- _Prompt_:
Each line from the beginning of the entries below through the line that includes "Task: Click on" must be returned exactly as given.

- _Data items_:
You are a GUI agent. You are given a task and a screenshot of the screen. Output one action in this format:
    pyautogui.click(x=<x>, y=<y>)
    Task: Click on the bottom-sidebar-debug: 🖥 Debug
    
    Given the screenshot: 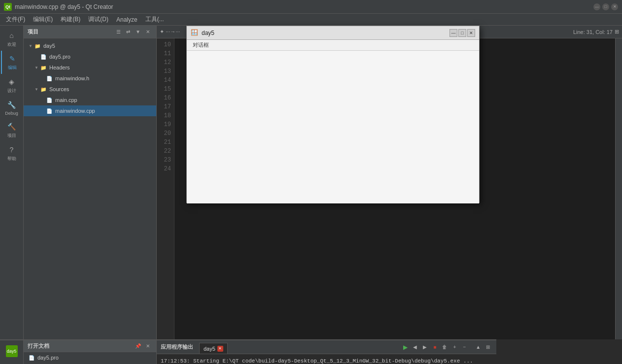 What is the action you would take?
    pyautogui.click(x=12, y=362)
    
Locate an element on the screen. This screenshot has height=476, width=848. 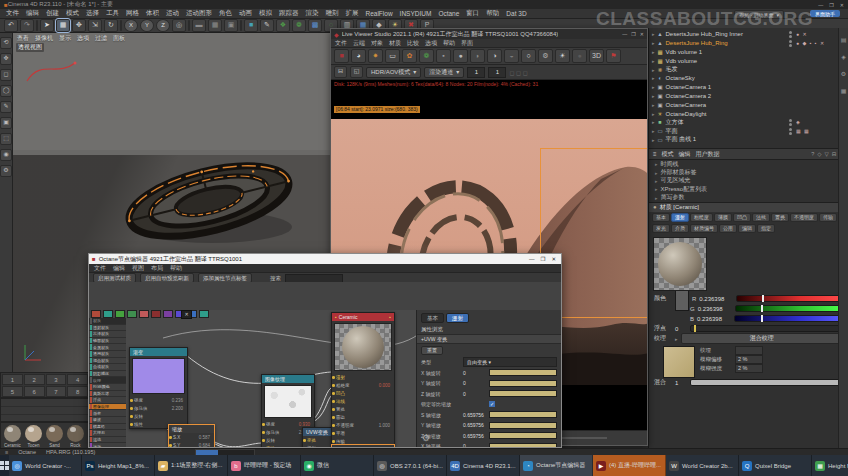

- _Response box_:
You are a GUI agent. You are given a task and a screenshot of the screen. Output one action in this format:
    pyautogui.click(x=<x>, y=<y>)
    Task: Click on the bottom-sidebar-debug: 🖥 Debug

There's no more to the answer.